Were all One Hundred Percent Lunar People as paranoid as he was? As he ran out the hotel lobby, the clerk strained his neck to watch him. He probably contacted the police. Hieronymous was a guilty bastard for not taking her to the hospital right away. But then, if he did that, it would mean having to admit that he had purposely done it.

He ran. He looked like a strange homeless man running in ripped rags, speeding away from one dirt pit and into another. Considering the dregs who surrounded him, all the prostitutes and junkies and addicted gambling losers, this was an extraordinary accomplishment. He sprinted directly into traffic, challenging the drunken drivers to apply their breaks for the speeding phantom in goggles. He ran through the flashing neon streets of LEM Zone One, past the tourists in their sheeplike formations, their tasteless attire, their bland way of staring at things as low and pre-fabricated as casinos with an expression of wonderment.
Where do these people come from?
Hieronymus wondered.
And why would they come here of all places?
Of course, he got his answer as he sprinted past the LEM itself, the thing from Earth. It used to be the main tourist attraction, but now it was only a pile of junk that nobody cared about, and soon it would probably be replaced with a chain drugstore. He swerved to avoid running into it, and he also dodged any kind of visual contact with the police, because this time, he could not lie his way out of trouble, because he did it, he did it, he really did it—what a stupid jackass thing to do,
jackass!
He had endangered that girl’s life, and he risked getting thrown into prison, never to be seen again.

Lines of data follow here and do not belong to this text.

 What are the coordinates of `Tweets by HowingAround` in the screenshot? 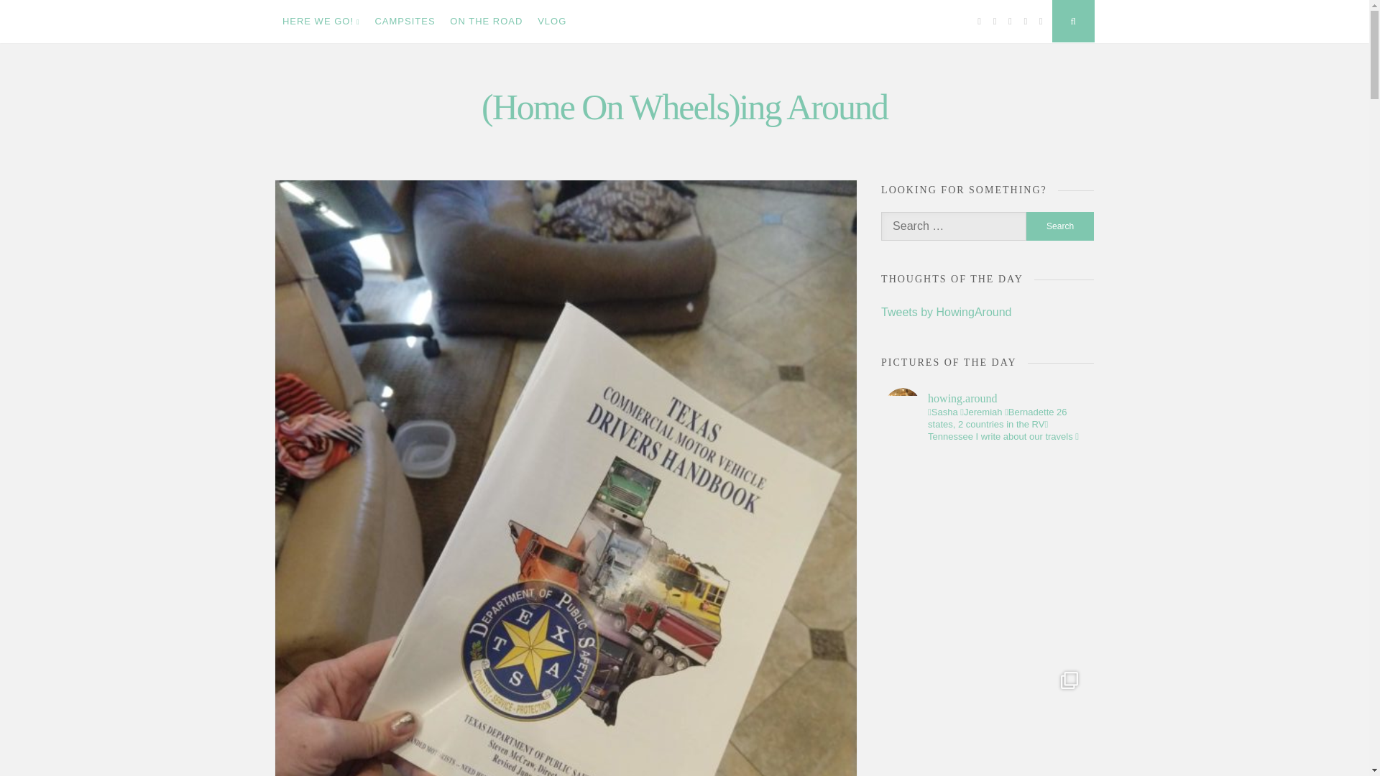 It's located at (946, 312).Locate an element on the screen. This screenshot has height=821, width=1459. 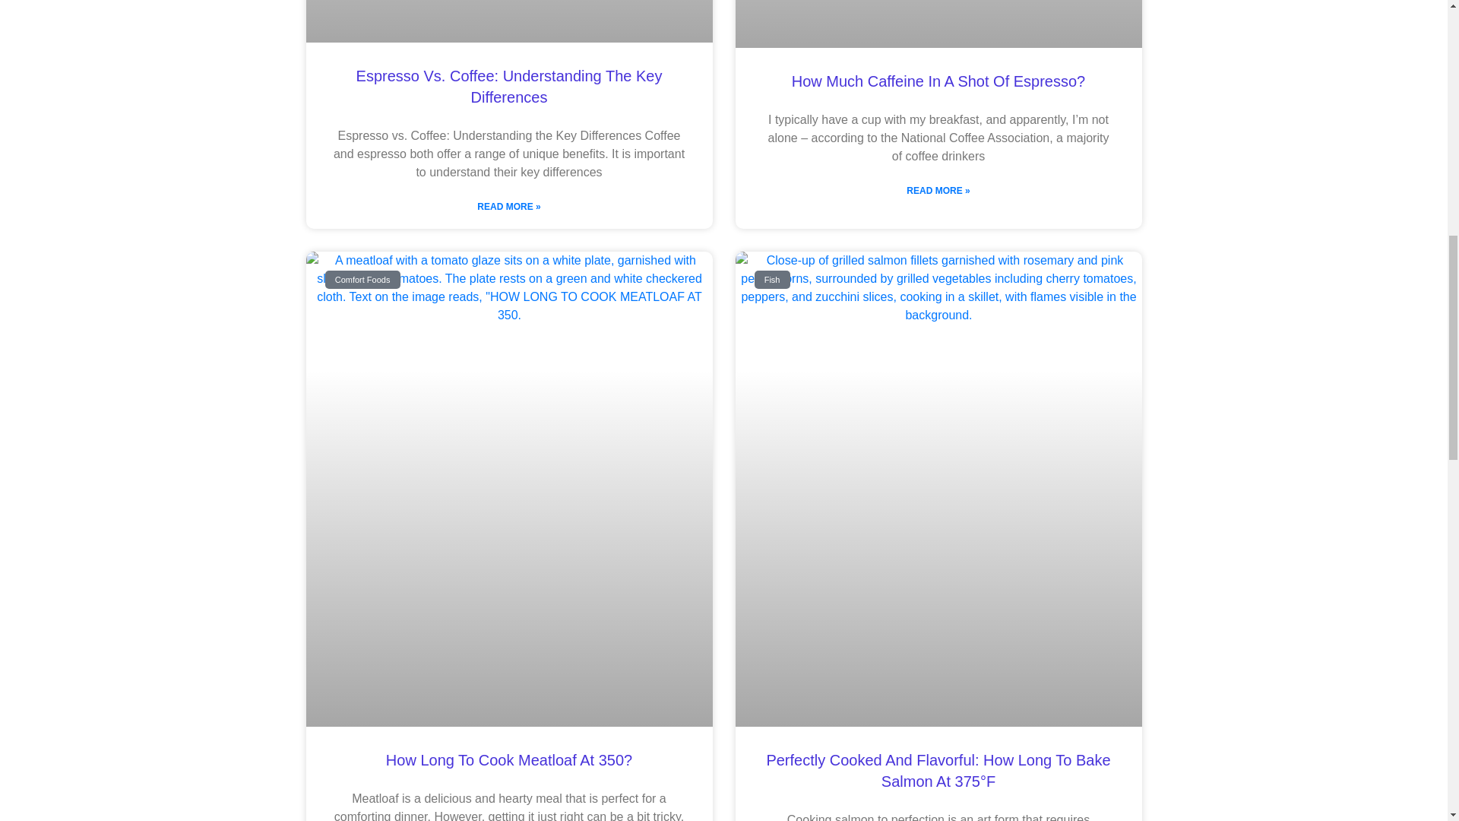
Espresso Vs. Coffee: Understanding The Key Differences is located at coordinates (509, 87).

Beyond two neon flashing skyscrapers, the underside of a Mega Cruiser passed slowly, a behemoth floating directly above, and he was reminded of what she told him, and what might indeed be happening to all of those One Hundred Percent Lunar Boys and Girls who disappear into the criminal justice system. Was it true? He imagined how the ability to see the fourth primary color would be applicable in the cosmos. He was so used to repressing it that he felt guilty just contemplating this idea. The world of neon passed him by. The annoying hummingbirds hovered out of his way the faster he traveled. He sprinted on sidewalks, and he sprinted through gardens and dilapidated storefronts. He turned a corner onto a residential street, and within seconds, he found himself running through an incredibly chic part of town. Expensive cars, expensive apartments. Expensive jewelry on the middle-aged women who were out walking their dogs. Some regarded him with extreme fear—he must have looked like such a freakish criminal in his goggles and torn white plastic jacket that was completely destroyed by oil and filth. Again, as he passed onto a busy avenue known for its chic nightclubs and fashion models and movie stars, he figured that, once again, a call was made to the police that
one of them
was running amok in
our
neighborhood. He realized how absurd it was that he should be hunted down like this, that they needed his type to drive the Mega Cruisers. Of course, maybe that was why they hunted him down—so they could lock him up and then force him to use his eyes for them like a high-tech indentured servant, a slave. That’s what they wanted, to make him a slave who had to keep his mouth shut. To use him like captured men and women were used for centuries in the pre-ancient times, his talents exploited, his vision exploited. They needed his vision, as his vision was the vision of outer space. He had been born in the cosmos. The Moon was not a real place, but he was a real human being. And so what do human beings do but grow thumbs? His eyes, his vision, had a pair of thumbs that no one else but the explorers of the heavens could contemplate. It was not a question of looking at objects and people and predicting which direction they would walk in, and it was not a question of how freaked out people got when they saw your eyes—the real question was none of that, as he had the vision of a true star-gazer and his eyes were for looking across the vast reaches where the curving of time and space made sense to those who could see it in front of their faces — he was one of them, and all else was unfocused.